September 2018 Rhys Chatham update:

Rhys Chatham currently works with
Julie Tippex Art & Music Agency
https://julietippex.com/roster/rhyschatham/

For European bookings you can contact
Pascal Tippex at pascal@julietippex.com

For worldwide bookings and general information
you can contact us at rhyschathamnews@gmail.com

Coming up next:

Robert Longo and I will again collaborate on the Eisenstein version of G3 (Guitar Trio). The date will be Friday, 28 September at 9pm.

The performance will be at the Captain Petzel Gallery in Berlin in the context of the opening of robert’s show there, entitled “Everything Falls Apart”.

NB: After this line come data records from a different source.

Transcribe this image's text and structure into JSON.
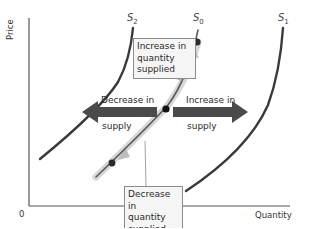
{
  "diagram": {
    "axes": {
      "y_label": "Price",
      "x_label": "Quantity",
      "origin_label": "0"
    },
    "curves": [
      {
        "id": "S2",
        "name": "S",
        "subscript": "2",
        "role": "decreased supply curve (shifted left)"
      },
      {
        "id": "S0",
        "name": "S",
        "subscript": "0",
        "role": "original supply curve"
      },
      {
        "id": "S1",
        "name": "S",
        "subscript": "1",
        "role": "increased supply curve (shifted right)"
      }
    ],
    "arrows": {
      "left": {
        "line1": "Decrease in",
        "line2": "supply",
        "direction": "left"
      },
      "right": {
        "line1": "Increase in",
        "line2": "supply",
        "direction": "right"
      }
    },
    "callouts": {
      "top": {
        "line1": "Increase in",
        "line2": "quantity",
        "line3": "supplied"
      },
      "bottom": {
        "line1": "Decrease in",
        "line2": "quantity",
        "line3": "supplied"
      }
    },
    "colors": {
      "curve": "#3a3a3a",
      "shift_arrow": "#4a4a4a",
      "movement_arrow": "#b8b8b8",
      "point": "#111111",
      "axis": "#555555",
      "box_fill": "#f5f5f5",
      "box_border": "#8c8c8c"
    }
  }
}
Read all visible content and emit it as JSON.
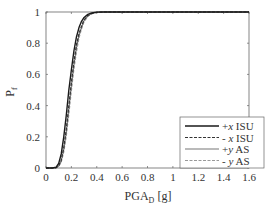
{
  "chart_data": {
    "type": "line",
    "title": "",
    "xlabel": "PGA_D [g]",
    "xlabel_main": "PGA",
    "xlabel_sub": "D",
    "xlabel_unit": "[g]",
    "ylabel": "P_f",
    "ylabel_main": "P",
    "ylabel_sub": "f",
    "xlim": [
      0,
      1.6
    ],
    "ylim": [
      0,
      1
    ],
    "xticks": [
      "0",
      "0.2",
      "0.4",
      "0.6",
      "0.8",
      "1",
      "1.2",
      "1.4",
      "1.6"
    ],
    "yticks": [
      "0",
      "0.2",
      "0.4",
      "0.6",
      "0.8",
      "1"
    ],
    "grid": false,
    "legend_position": "lower right",
    "x": [
      0,
      0.05,
      0.08,
      0.1,
      0.12,
      0.14,
      0.16,
      0.18,
      0.2,
      0.22,
      0.24,
      0.26,
      0.28,
      0.3,
      0.33,
      0.36,
      0.4,
      0.45,
      0.5,
      0.6,
      0.8,
      1.0,
      1.2,
      1.4,
      1.6
    ],
    "series": [
      {
        "name": "+x ISU",
        "style": "solid",
        "color": "#1a1a1a",
        "width": 1.4,
        "values": [
          0,
          0.0,
          0.005,
          0.03,
          0.09,
          0.2,
          0.34,
          0.5,
          0.63,
          0.75,
          0.84,
          0.9,
          0.94,
          0.965,
          0.985,
          0.994,
          0.999,
          1,
          1,
          1,
          1,
          1,
          1,
          1,
          1
        ]
      },
      {
        "name": "- x ISU",
        "style": "dashed",
        "color": "#333333",
        "width": 1.2,
        "values": [
          0,
          0.0,
          0.002,
          0.015,
          0.05,
          0.13,
          0.25,
          0.4,
          0.55,
          0.68,
          0.79,
          0.86,
          0.91,
          0.95,
          0.978,
          0.99,
          0.998,
          1,
          1,
          1,
          1,
          1,
          1,
          1,
          1
        ]
      },
      {
        "name": "+y AS",
        "style": "solid",
        "color": "#777777",
        "width": 1.1,
        "values": [
          0,
          0.0,
          0.002,
          0.012,
          0.045,
          0.12,
          0.23,
          0.38,
          0.53,
          0.66,
          0.77,
          0.85,
          0.9,
          0.945,
          0.975,
          0.99,
          0.998,
          1,
          1,
          1,
          1,
          1,
          1,
          1,
          1
        ]
      },
      {
        "name": "- y AS",
        "style": "dashed",
        "color": "#999999",
        "width": 1.0,
        "values": [
          0,
          0.0,
          0.001,
          0.008,
          0.035,
          0.1,
          0.2,
          0.34,
          0.49,
          0.63,
          0.74,
          0.83,
          0.89,
          0.935,
          0.97,
          0.988,
          0.997,
          1,
          1,
          1,
          1,
          1,
          1,
          1,
          1
        ]
      }
    ]
  },
  "legend": {
    "items": [
      {
        "label_sign": "+",
        "label_var": "x",
        "label_rest": " ISU"
      },
      {
        "label_sign": "- ",
        "label_var": "x",
        "label_rest": " ISU"
      },
      {
        "label_sign": "+",
        "label_var": "y",
        "label_rest": " AS"
      },
      {
        "label_sign": "- ",
        "label_var": "y",
        "label_rest": " AS"
      }
    ]
  }
}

Here is a link to all the information:
http://www.capitainpetzel.de/exhibitions/everything-falls-apart/

and here is who will be playing:
Electric guitars: Rhys Chatham, Robert Longo, Knox Chandler, Julia Reidy, Robert Engelbrecht, Alexa Disaster.
Electric Bass: Alex Kozmidi
Drums: Olve Strelow

 

Most recent performance: my solo performance of Pythagorean Dream on Saturday, 22 September 2018 at the Fort Process Festival in the UK in East Sussex.

On this festival, among many wonderful acts, there was one of my favorite composers of electronic music, Ned Rush!

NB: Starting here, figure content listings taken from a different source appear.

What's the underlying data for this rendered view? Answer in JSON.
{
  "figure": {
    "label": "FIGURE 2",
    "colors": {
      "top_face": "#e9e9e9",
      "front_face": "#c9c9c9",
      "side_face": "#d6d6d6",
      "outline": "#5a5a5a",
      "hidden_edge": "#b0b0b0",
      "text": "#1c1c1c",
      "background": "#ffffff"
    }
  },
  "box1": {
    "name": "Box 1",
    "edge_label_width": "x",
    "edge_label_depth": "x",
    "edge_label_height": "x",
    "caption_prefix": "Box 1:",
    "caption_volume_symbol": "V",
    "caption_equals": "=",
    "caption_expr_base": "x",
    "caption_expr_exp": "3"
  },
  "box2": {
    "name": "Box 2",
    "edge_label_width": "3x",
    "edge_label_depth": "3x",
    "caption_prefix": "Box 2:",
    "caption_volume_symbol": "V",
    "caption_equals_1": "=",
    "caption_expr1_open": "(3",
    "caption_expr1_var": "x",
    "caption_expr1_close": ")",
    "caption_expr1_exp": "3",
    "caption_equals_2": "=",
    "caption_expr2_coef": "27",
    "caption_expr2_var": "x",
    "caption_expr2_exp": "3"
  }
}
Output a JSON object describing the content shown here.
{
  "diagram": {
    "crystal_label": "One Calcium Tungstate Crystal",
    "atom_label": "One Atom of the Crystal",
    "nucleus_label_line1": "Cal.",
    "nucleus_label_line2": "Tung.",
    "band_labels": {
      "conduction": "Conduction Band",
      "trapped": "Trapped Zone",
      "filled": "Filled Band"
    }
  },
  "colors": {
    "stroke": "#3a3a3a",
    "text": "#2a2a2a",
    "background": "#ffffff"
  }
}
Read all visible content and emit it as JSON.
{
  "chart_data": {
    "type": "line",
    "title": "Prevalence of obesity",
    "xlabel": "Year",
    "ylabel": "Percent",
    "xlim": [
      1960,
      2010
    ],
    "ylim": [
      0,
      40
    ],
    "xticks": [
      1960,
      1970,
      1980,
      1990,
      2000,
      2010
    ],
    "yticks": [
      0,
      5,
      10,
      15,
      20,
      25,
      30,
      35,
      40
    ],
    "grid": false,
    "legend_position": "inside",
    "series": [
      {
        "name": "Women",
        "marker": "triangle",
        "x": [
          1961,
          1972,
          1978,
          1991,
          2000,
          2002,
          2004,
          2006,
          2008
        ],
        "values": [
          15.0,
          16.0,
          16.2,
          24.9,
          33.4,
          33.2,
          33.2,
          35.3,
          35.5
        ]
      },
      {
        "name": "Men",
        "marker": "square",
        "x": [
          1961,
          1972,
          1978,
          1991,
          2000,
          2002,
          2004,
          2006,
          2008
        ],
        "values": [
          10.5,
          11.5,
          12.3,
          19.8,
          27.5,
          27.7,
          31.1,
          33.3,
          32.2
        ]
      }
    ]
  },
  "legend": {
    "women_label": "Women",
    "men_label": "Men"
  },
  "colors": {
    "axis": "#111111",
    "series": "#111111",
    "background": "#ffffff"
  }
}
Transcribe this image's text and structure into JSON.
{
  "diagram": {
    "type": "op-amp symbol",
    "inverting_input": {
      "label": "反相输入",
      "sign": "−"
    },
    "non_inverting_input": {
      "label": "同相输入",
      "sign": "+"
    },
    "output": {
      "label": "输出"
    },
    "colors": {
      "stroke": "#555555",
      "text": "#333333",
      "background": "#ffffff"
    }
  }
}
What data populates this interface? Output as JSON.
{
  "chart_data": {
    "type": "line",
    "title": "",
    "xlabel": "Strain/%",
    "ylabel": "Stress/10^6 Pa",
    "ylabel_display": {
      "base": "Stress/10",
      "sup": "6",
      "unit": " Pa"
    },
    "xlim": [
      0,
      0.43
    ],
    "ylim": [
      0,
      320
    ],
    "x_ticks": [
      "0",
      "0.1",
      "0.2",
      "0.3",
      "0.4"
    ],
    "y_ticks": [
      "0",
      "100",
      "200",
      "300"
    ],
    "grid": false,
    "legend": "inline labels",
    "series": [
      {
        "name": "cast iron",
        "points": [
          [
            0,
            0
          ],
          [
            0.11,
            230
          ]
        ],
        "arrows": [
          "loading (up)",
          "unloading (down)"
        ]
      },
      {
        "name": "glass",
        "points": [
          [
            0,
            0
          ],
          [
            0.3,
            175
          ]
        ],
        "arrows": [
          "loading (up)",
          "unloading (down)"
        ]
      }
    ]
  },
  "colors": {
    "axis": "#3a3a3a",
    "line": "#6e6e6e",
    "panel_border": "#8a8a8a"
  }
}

Here is the address: Newhaven Fort, Fort Road, Newhaven, East Sussex, BN9 9DS, United Kingdom.
Here is a link to the event: https://fortprocess.co.uk/rhys-chatham/.
And here is a link to the lineup:
https://fortprocess.co.uk/rhys-chatham/.

And now, for other news:

Every summer, my partner and I move our respective studios, my partner with her brushes and easels, me with my computers, Abbleton Live, Logic, Sibelius and Finale, and we go to the south of France and stay in a hamlet about 30km from Céret.

We had a great summer, which I spent working on a book about my years as a music producer at the Kitchen Center in New York during the seventies. I’ve been posting individual segments of the book on my FaceBook page.

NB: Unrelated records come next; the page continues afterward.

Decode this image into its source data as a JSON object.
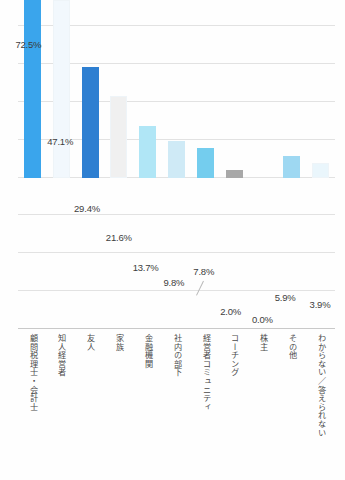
{
  "chart_data": {
    "type": "bar",
    "title": "",
    "subtitle": "",
    "xlabel": "",
    "ylabel": "",
    "ylim": [
      0,
      80
    ],
    "grid": true,
    "legend": "none",
    "gridlines": [
      0,
      10,
      20,
      30,
      40,
      50,
      60,
      70,
      80
    ],
    "categories": [
      "顧問税理士・会計士",
      "知人経営者",
      "友人",
      "家族",
      "金融機関",
      "社内の部下",
      "経営者コミュニティ",
      "コーチング",
      "株主",
      "その他",
      "わからない／答えられない"
    ],
    "values": [
      72.5,
      47.1,
      29.4,
      21.6,
      13.7,
      9.8,
      7.8,
      2.0,
      0.0,
      5.9,
      3.9
    ],
    "value_labels": [
      "72.5%",
      "47.1%",
      "29.4%",
      "21.6%",
      "13.7%",
      "9.8%",
      "7.8%",
      "2.0%",
      "0.0%",
      "5.9%",
      "3.9%"
    ],
    "bar_colors": [
      "#3aa5ec",
      "#f2f8fd",
      "#2e7fd1",
      "#f0f0f0",
      "#b0e6f6",
      "#cfeaf6",
      "#74cdee",
      "#a8a8a8",
      "#ffffff",
      "#9ed8f2",
      "#eaf6fc"
    ]
  },
  "colors": {
    "background": "#fefefe",
    "gridline": "#e2e2e2",
    "axis": "#c9c9c9",
    "label_text": "#3d3d3d",
    "category_text": "#4a4a4a",
    "accent_primary": "#3aa5ec",
    "accent_dark": "#2e7fd1",
    "neutral_gray": "#a8a8a8"
  }
}
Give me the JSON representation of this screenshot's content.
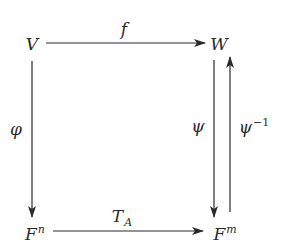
{
  "diagram": {
    "type": "commutative-diagram",
    "nodes": {
      "top_left": {
        "base": "V",
        "sup": ""
      },
      "top_right": {
        "base": "W",
        "sup": ""
      },
      "bottom_left": {
        "base": "F",
        "sup": "n"
      },
      "bottom_right": {
        "base": "F",
        "sup": "m"
      }
    },
    "arrows": {
      "top": {
        "label": "f",
        "from": "V",
        "to": "W",
        "direction": "right"
      },
      "left": {
        "label": "φ",
        "from": "V",
        "to": "F^n",
        "direction": "down"
      },
      "bottom": {
        "label_base": "T",
        "label_sub": "A",
        "from": "F^n",
        "to": "F^m",
        "direction": "right"
      },
      "right_down": {
        "label": "ψ",
        "from": "W",
        "to": "F^m",
        "direction": "down"
      },
      "right_up": {
        "label_base": "ψ",
        "label_sup": "−1",
        "from": "F^m",
        "to": "W",
        "direction": "up"
      }
    },
    "colors": {
      "line": "#2a2a2a",
      "background": "#ffffff"
    }
  }
}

In order to set a context for the issues that downtown composers were working on during the seventies I went all the way back to the birth of the twelve-tone row, tracing its development through serialism and post serialism. then moving on to early minimalism in New York, and finally recounting my adventures in Morton Subotnick’s electronic music studio at New York University, when the studio was on Bleeker Street in Manhattan.

I left things there, and next week I hope to take things up again by writing about the first concerts we did at the Kitchen, when it was on Mercer Street.

After returning to Paris Ghédalia Tazartès and I have been working on a duo set, which we recently performed for the first time at a private and informal concert here in Paris.
I first met Ghédalia in New York, I think the last time I saw him in the flesh was at a concert at CBGBs in the late 70s, so when we first got together to work up a set, I wasn’t sure what to expect, and it was for SURE that HE didn’t know what to expect, as the last time he saw me it was with an electric guitar band at CBGBs!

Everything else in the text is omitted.